While much is known about the Bmi1/Ring1b dimer interface, the nature of the E2 and substrate binding sites are less well understood. The Bmi1/Ring1b complex is active only when paired with E2 enzymes of either the UbcH5 subtype (a, b, or c), or UbcH6 (Buchwald et al, 2006). Mutation of a putative E2-binding site on Ring1b has been shown to impair the catalytic activity of Bmi1/Ring1b, while mutation of the corresponding site on Bmi1 had no effect (Buchwald et al, 2006). Molecular modelling studies further suggested that the binding site for the E2 enzyme lies on Ring1b (Buchwald et al, 2006); however, this has not yet been confirmed through direct binding or structural studies. In addition, the manner in which Bmi1/Ring1b specifies monoubiquitination of H2A is not understood. The Drosophila homologue of Bmi1 (Psc) has been shown to bind to DNA (Francis et al, 2001), as has the Bmi1 paralogue Mel-18 (Kanno et al, 1995), suggesting DNA binding as a possible mechanism for nucleosomal targeting. However, it was not established which regions of Psc or Mel-18 were required for DNA binding.

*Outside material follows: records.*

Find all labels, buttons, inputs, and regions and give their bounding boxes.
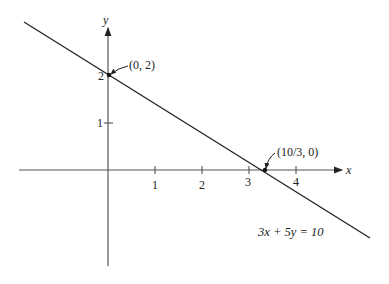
chart-canvas <box>0 0 389 284</box>
arrow-y-intercept <box>111 66 128 74</box>
x-axis-label: x <box>346 164 351 176</box>
x-tick-label-2: 2 <box>199 179 205 191</box>
equation-label: 3x + 5y = 10 <box>258 226 323 239</box>
arrow-x-intercept <box>266 153 275 168</box>
x-tick-label-3: 3 <box>245 176 251 188</box>
point-y-intercept <box>107 73 111 77</box>
y-axis-label: y <box>103 14 108 26</box>
y-tick-label-2: 2 <box>98 70 104 82</box>
x-tick-label-1: 1 <box>152 179 158 191</box>
y-tick-label-1: 1 <box>97 117 103 129</box>
point-x-intercept <box>263 168 267 172</box>
annotation-y-intercept: (0, 2) <box>129 59 155 71</box>
x-tick-label-4: 4 <box>293 176 299 188</box>
annotation-x-intercept: (10/3, 0) <box>277 146 318 158</box>
equation-line <box>24 22 370 238</box>
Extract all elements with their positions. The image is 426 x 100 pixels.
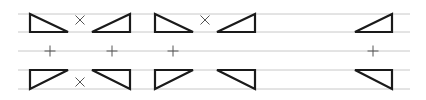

Intriguingly, the minimal RING–RING heterodimer of Bmi1/Ring1b has the same level of ubiquitin ligase activity, the same specificity for monoubiquitination of H2A, and the same requirement for a nucleosomal substrate as the intact complex (Buchwald et al, 2006). This implies that the minimum specificity determinants for the ligase reaction must lie within the RING domains of Bmi1 and Ring1b. To identify these specificity determinants, we have used a combination of X-ray crystallography, site-directed mutagenesis, and molecular modelling to map the residues involved in both the E2 and nucleosomal interfaces. Notably, we find that the Bmi1/Ring1b RING–RING heterodimer binds directly to short DNA duplexes, and on this basis, we propose a new model for the site-selective monoubiquitination of histone H2A by the Bmi1/Ring1b ubiquitin ligase complex.

Results

Crystal structure of the Bmi1/Ring1b–UbcH5c complex

To better understand the recognition of Bmi1/Ring1b by its cognate E2 enzyme, we determined the crystal structure of Bmi1(1−109)/Ring1b(1−116) in complex with UbcH5c. Crystals of a 1:1:1 complex between Bmi1, Ring1b, and UbcH5c grew rapidly. The X-ray structure was determined to 2.65 Å by molecular replacement using ensembles of previous structures of the Bmi1/Ring1b heterodimer and of UbcH5c as search models. The final structure is well refined, with an Rwork of 21.7% and an Rfree of 24.3% (see Table I). Electron density was absent for the N-terminal 15 amino acids of Ring1b, as was the case in previous structures of the RING–RING heterodimer (Buchwald et al, 2006; Li et al, 2006).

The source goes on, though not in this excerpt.